North American oil and gas—2: The pressure on Mexico

Dec. 10, 2012
Elements of change are in place in Mexico. Nothing guarantees they'll be activated. But as new promise for oil supply comes to light in the US and Canada, the mere possibility that Mexico will make essential reforms enhances the promise of a North American boom.

Elements of change are in place in Mexico. Nothing guarantees they'll be activated. But as new promise for oil supply comes to light in the US and Canada, the mere possibility that Mexico will make essential reforms enhances the promise of a North American boom.

With oil and gas, Mexico has been xenophobic since its beginning as a nation in 1938. State ownership of oil and gas resources is a source of national pride, embodied in state-owned Pemex. It's also the reason Mexico produces far less oil and gas than its resource base indicates it can.

Unmet potential

As was noted here last week, oil production is surging in Canada and the US but fading in Mexico (OGJ, Dec. 3, 2012, p. 26). In Canada and the US, producers are using sophisticated technology to develop unconventional resources such as shales, other low-permeability reservoirs, and oil sands as well as oil and gas deposits under thousands of feet of water. Mexico has potential in unconventional reservoirs and deep water, too. To reap the harvest, however, it needs capital and know-how from foreign operators. Until recently, it relied on Pemex for all oil and gas development—and for funding of much of the national budget.

Under President Felipe Calderon, who left office when his term expired on Dec. 1, the government took the first steps toward reform. And while campaigning to succeed Calderon, new President Enrique Pena Nieto supported the opening of Pemex to private investment. Whether he can or will push the effort and continue the progress Calderon started remains to be seen.

Under Calderon, the government eased its financial strangling of Pemex and allowed the company to offer service contracts to non-Mexican operators for exploration and development. It also set up a watchdog agency called the National Hydrocarbons Commission to oversee the state oil company, which had become bloated and insular, riddled through its history with corruption scandals. Last February, deepwater drilling received a boost when Mexico and the US signed an agreement allowing work along their Gulf of Mexico border and preparing for joint development of overlapping fields.

These initiatives reflect healthy recognition in Mexico of the need for change. But they hardly do the whole job. Service contracts won't attract all the foreign participation Mexico needs. And the government claim on Pemex revenue, while lower than it was before 2008, remains so high that the company lost money last year. Still, reform must start somewhere.

Continued progress depends on Pena Nieto. His election last July returns the Mexican presidency to the Institutional Revolutionary Party, better known by its Spanish abbreviation PRI. Before Vicente Fox of the National Action Party (PAN) won the election of 2000, to be succeeded in 2006 by fellow PAN member Calderon, all Mexican presidents since 1929 had belonged to the PRI. The party gained a reputation for cronyism, fiscal irresponsibility, and heavy-handedness. Worry in Mexico about PRI's historic authoritarianism became evident in violent demonstrations that accompanied Pena Nieto's inauguration.

Yet the new president lacks the power base of his PRI predecessors. His party holds a majority in neither house of Congress and didn't win enough seats to block constitutional changes. He'll have to govern through compromise. The PRI and PAN showed their ability to cooperate recently by reforming labor laws unchanged since the 1970s.

Sensitivities in question

Pressure to reform oil and gas policy might subside after recent reductions in the rate of Mexico's oil-production slide. For a president needing to manage a full range of touchy issues through political consensus, the temptation will be strong not to agitate national sensitivities over petroleum resources.

But those sensitivities have been called into question by developments to the north. Mexicans must wonder why their country is missing the boom. And other North Americans should wonder how much more their continent might be able to reshape global energy trade if Mexico met its potential.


__WORK REQUIRED__: Find the lines below that contain the string "Image". Copy each one.

__ENTRIES SUPPLIED__:
>>>
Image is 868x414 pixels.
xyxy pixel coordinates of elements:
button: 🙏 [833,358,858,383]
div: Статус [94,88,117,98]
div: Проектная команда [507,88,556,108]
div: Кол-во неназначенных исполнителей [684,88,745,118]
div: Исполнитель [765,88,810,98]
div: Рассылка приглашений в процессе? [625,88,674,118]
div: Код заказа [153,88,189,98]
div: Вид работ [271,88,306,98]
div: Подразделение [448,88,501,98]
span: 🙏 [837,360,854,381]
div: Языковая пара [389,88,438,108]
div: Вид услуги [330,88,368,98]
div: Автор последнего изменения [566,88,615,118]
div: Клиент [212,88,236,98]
<<<
>>>
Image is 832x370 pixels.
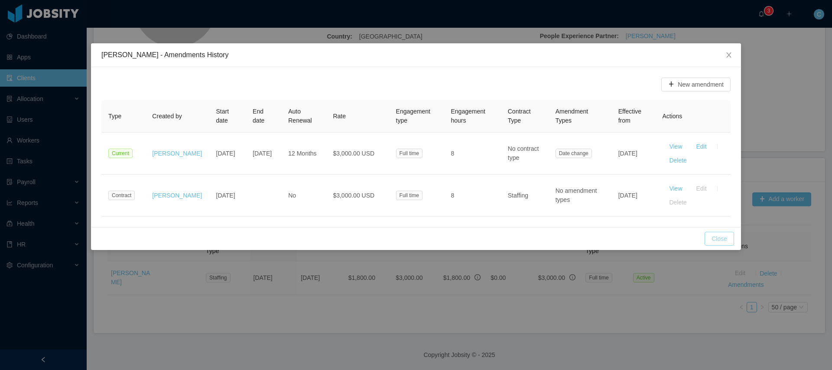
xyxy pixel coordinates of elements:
<<<
__RESPONSE__:
Image is 868x414 pixels.
Image is 832x370 pixels.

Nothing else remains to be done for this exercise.